None of the above questions are minor. The Records and Information Manager should take custody of the draft responses as an opportunity to educate members of the Records Steering Committee on best practices and to understand their organization better. In return, the Committee may express their cultural preferences clearly in the document to implement a platform correctly from the beginning, as opposed to the popular but much-maligned approach of "clean it up later, let's just get it in production."
The "what is a record" question seems like a luxurious remnant from better economic times, but in truth, SharePoint 2010 offers the perfect opportunity to take the organization’s records retention schedule, internal auditing, e-Discovery and disaster recovery policies for a spin.

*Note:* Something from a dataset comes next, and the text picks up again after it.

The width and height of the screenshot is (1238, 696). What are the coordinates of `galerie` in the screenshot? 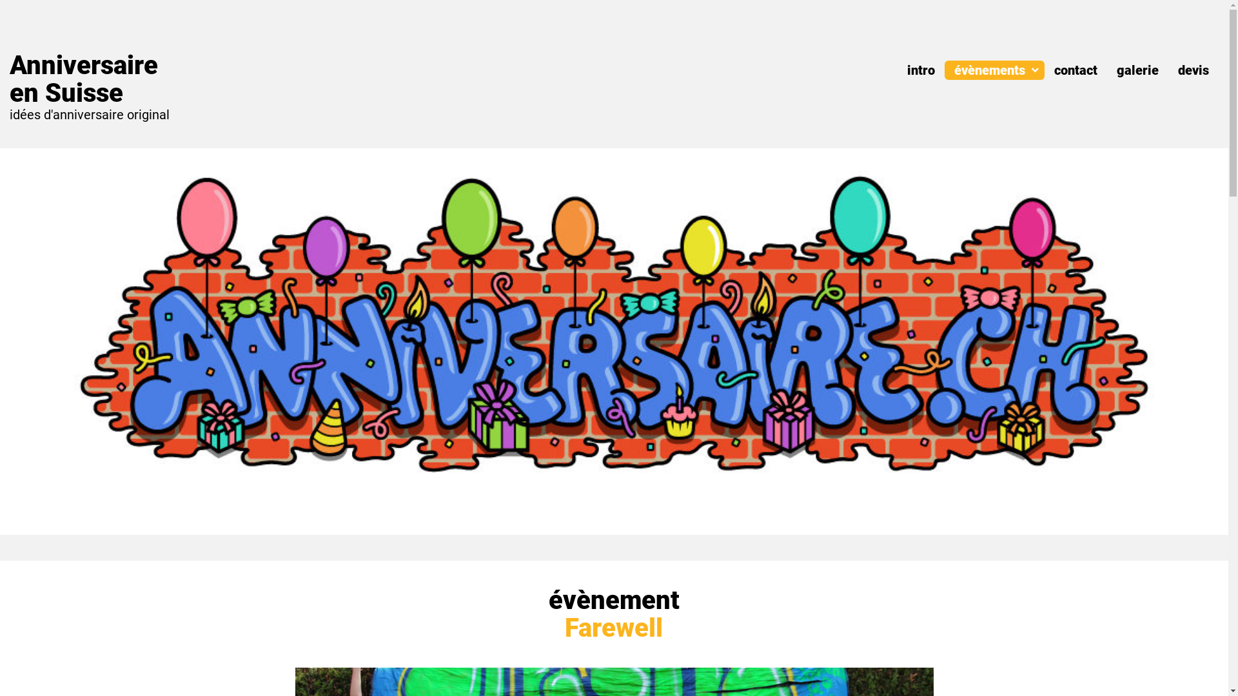 It's located at (1137, 70).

Stipulate the pros and cons. Ensure each participant signs off, which will help to bear the weight. The good news? The availability of Records mise en place begs for a more complicated, intensive “what is a record?” question-and-answer period with end users, if the training is designed correctly. The bad news? CIOs have complicated questions to think about already -- they don't need more added to their plate. This approach is up to the individual Records project manager.
Certainly, the danger is IT could simplify a records implementation to the application of a period per object and the role of the Records person could be potentially minimized after the basic suite of Records documentation is completed. The Records governance plan should be a vehicle to avoid that and to promote a great Records program.